Mann, of the College of Engineering and Architecture at the University of Minnesota, published a letter to the editor of the Minneapolis Journal, supporting Buffington's claim. Professor Mann had come to know Buffington during his last years, and was persuaded of the validity of his claim,

though as Professor Mann later pointed out, he had not

pursued the investigation in any exhaustive or scientific

way. Perhaps as a result of this renewed discussion, the St. Louis Post-Dispatch published on May 5, 1929, an illus- trated feature article on Bufflngton which remains today the most complete published account of his life and work, apart from the extensive literature dealing specifically with the skyscraper question.

The first serious and scholarly analysis of the Buffington claim was Upjohn's admirable article in the ART BULLE-

TIN, in March, 1935. It is noteworthy that here, for the first

time, documentary evidence, in the way of drawings and

sketches, appears on the scene. Buffington's Memories, written during the last years of his life, also was made

available. Since then, the drawings have been donated to the University of Minnesota Library, and although the

original of the Memories remains in the possession of Miss Ella Buffington, an edited and annotated copy, prepared by Mrs. Christison, is in the University Library.
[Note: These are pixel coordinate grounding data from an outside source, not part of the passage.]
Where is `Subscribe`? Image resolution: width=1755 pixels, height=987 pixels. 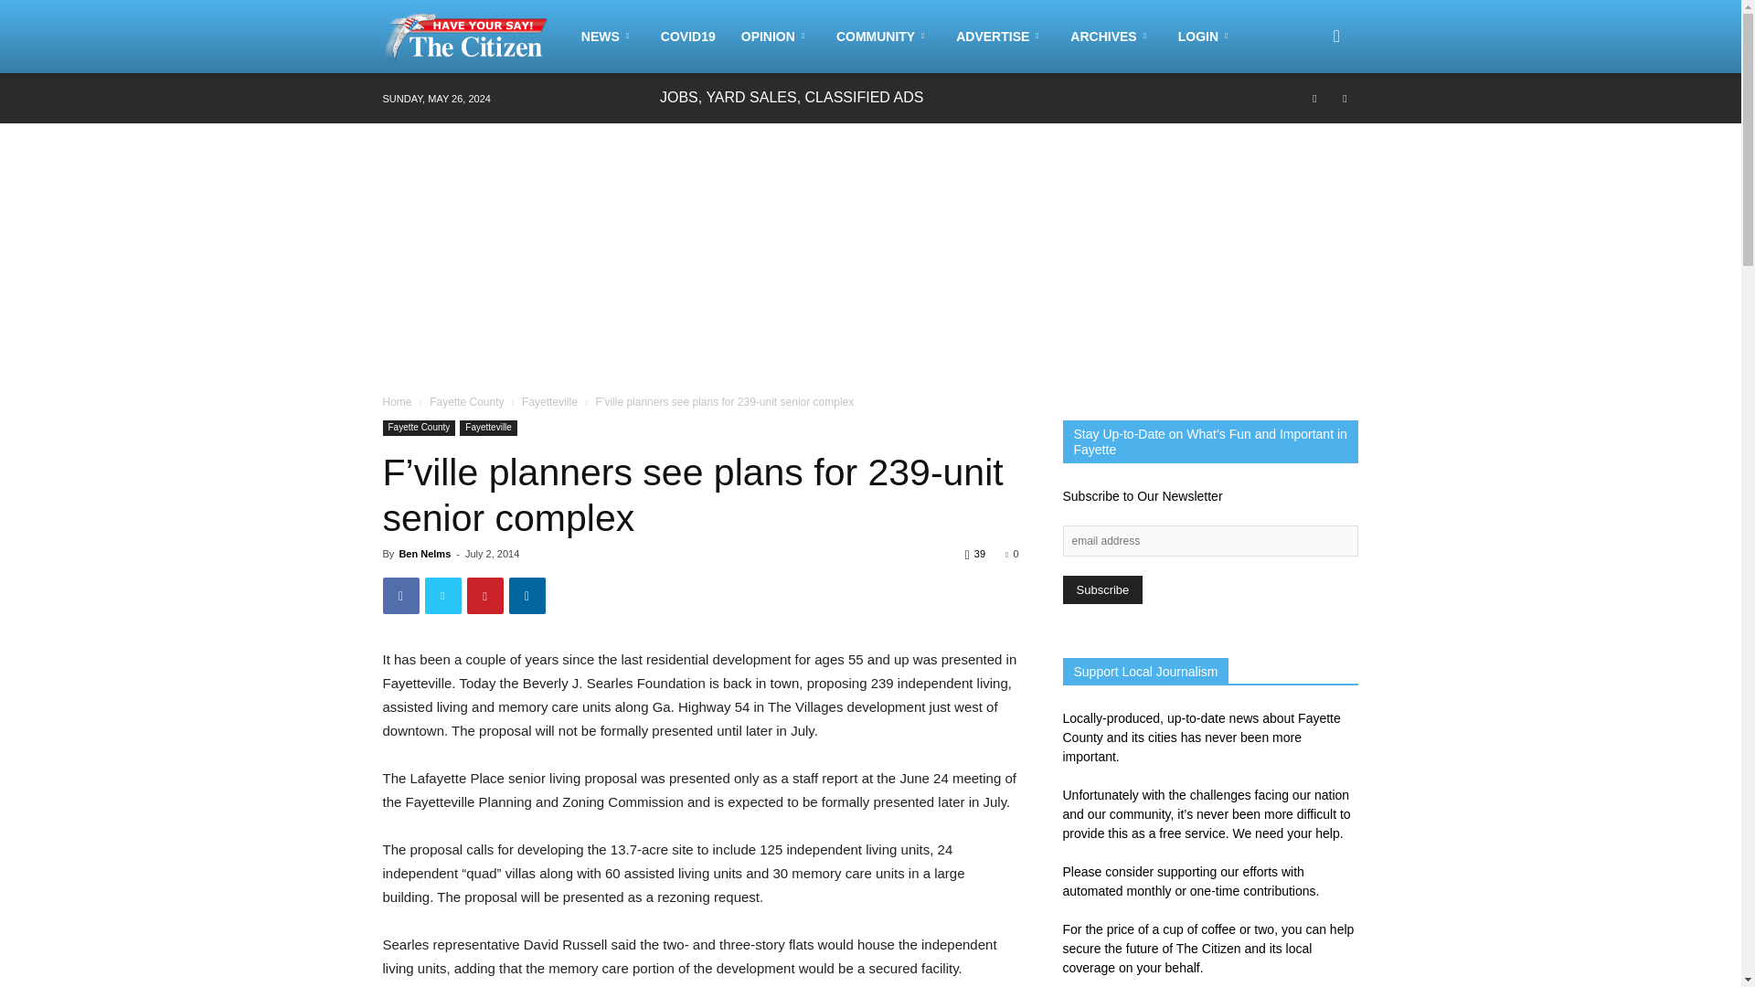 Subscribe is located at coordinates (1102, 589).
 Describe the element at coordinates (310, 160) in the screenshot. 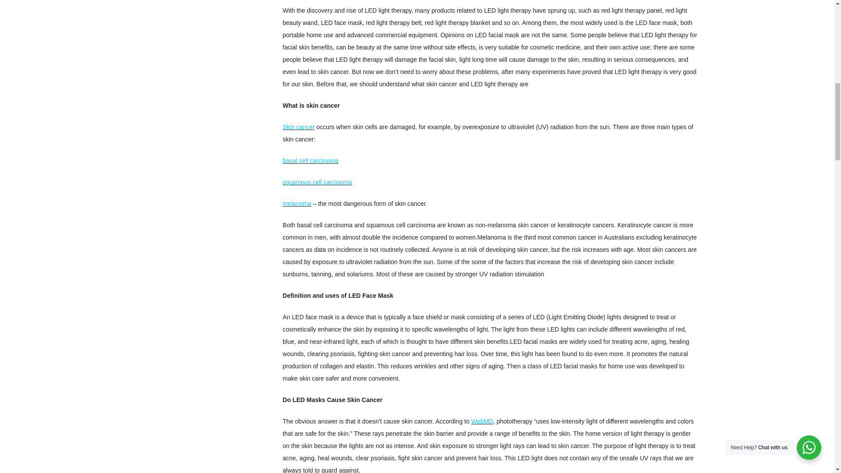

I see `basal cell carcinoma` at that location.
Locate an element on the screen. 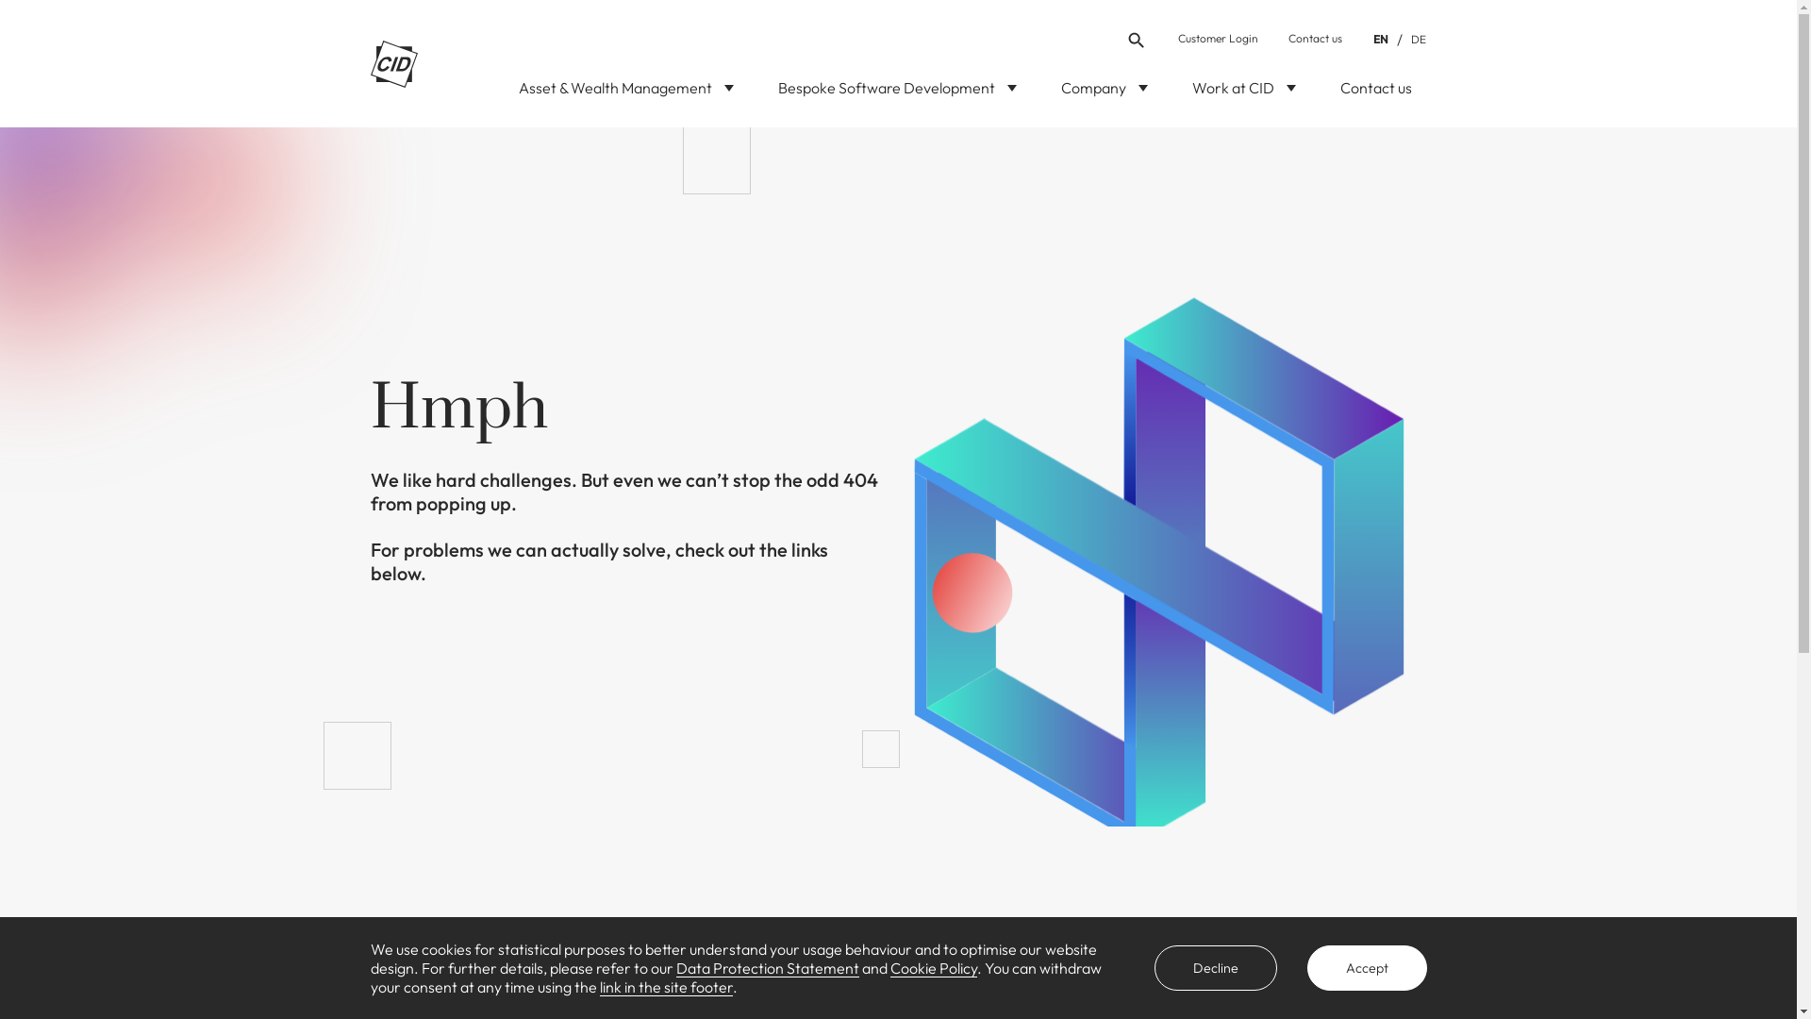 Image resolution: width=1811 pixels, height=1019 pixels. Work at CID is located at coordinates (1243, 93).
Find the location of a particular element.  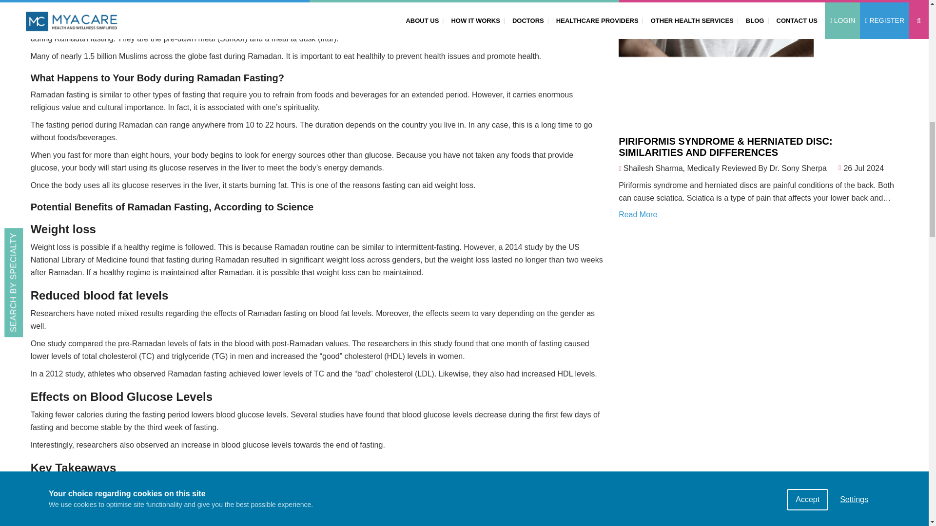

Settings is located at coordinates (854, 16).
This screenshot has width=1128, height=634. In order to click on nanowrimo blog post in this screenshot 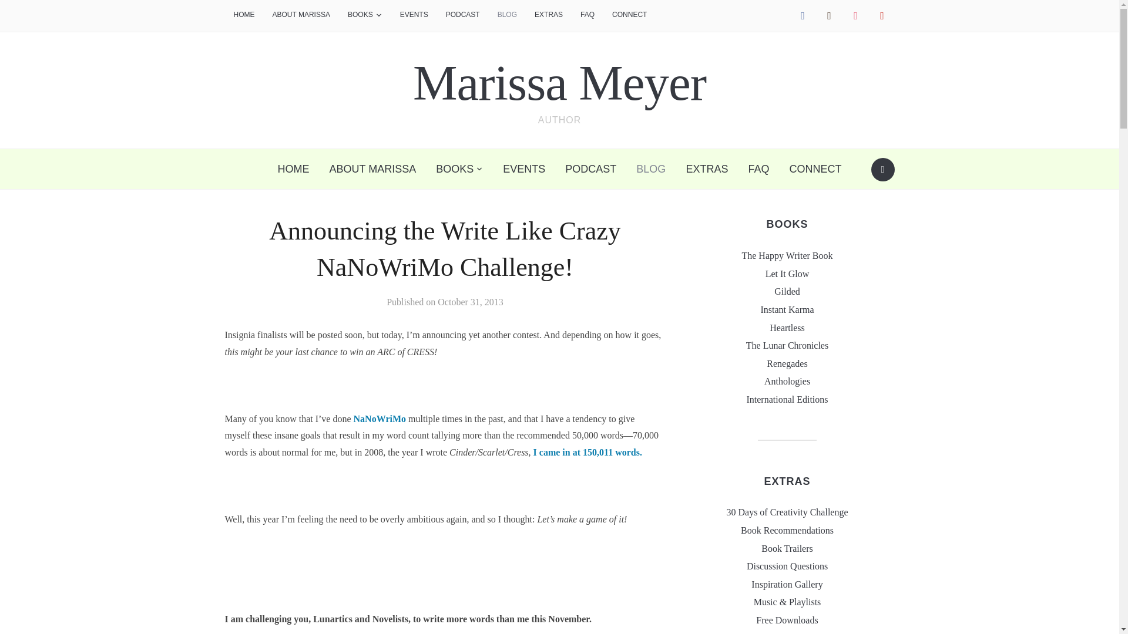, I will do `click(587, 452)`.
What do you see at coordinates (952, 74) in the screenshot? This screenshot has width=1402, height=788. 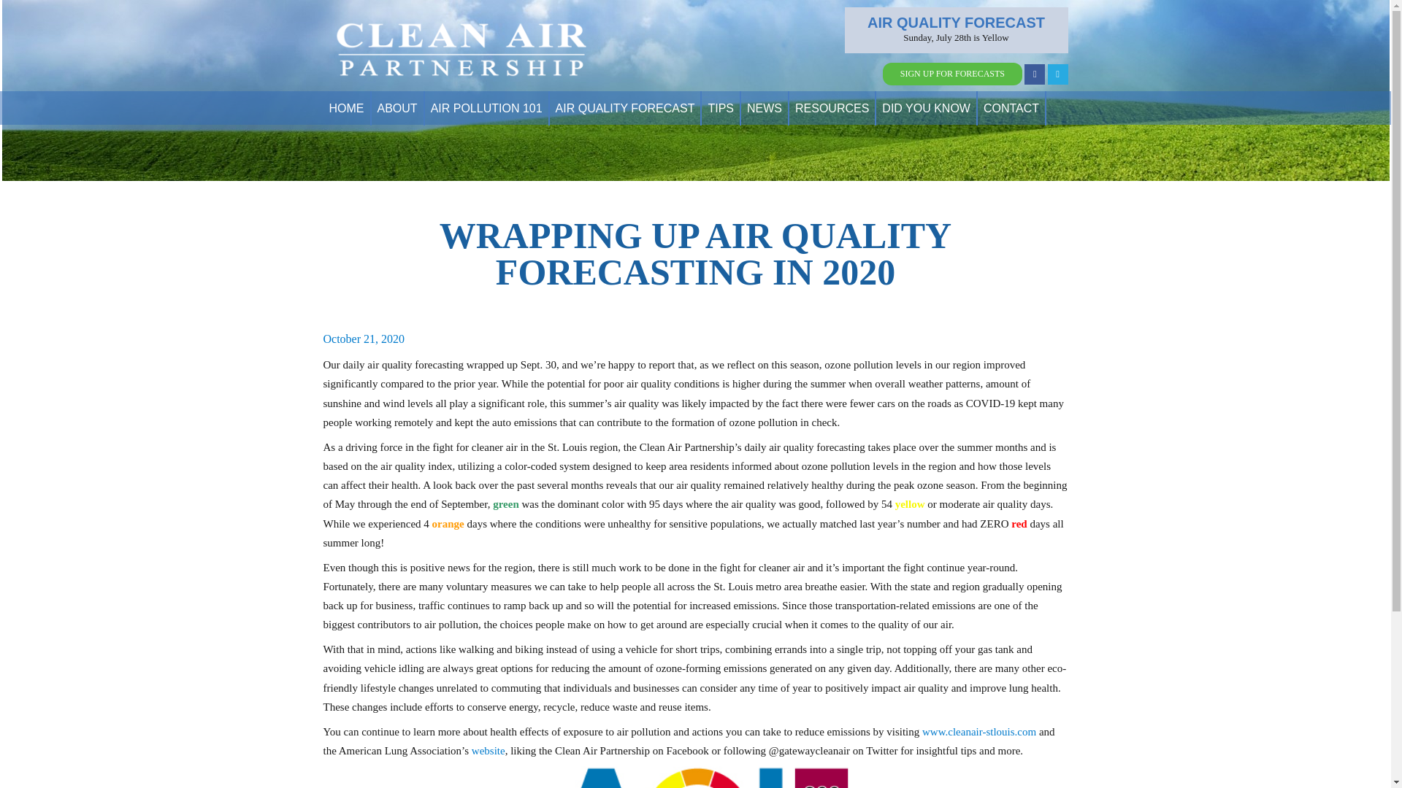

For the first time, the complete documentary material is available for proper study. Lacking positive external evi- dence, the long-standing Buffington controversy can be re- solved only by the internal evidence in these documents. Mrs. Christison and Mr. Tselos, working independently, investigated them. The two studies supplement and con- firm one another on all major points, and taken together, I believe, resolve the Buffington controversy conclusively.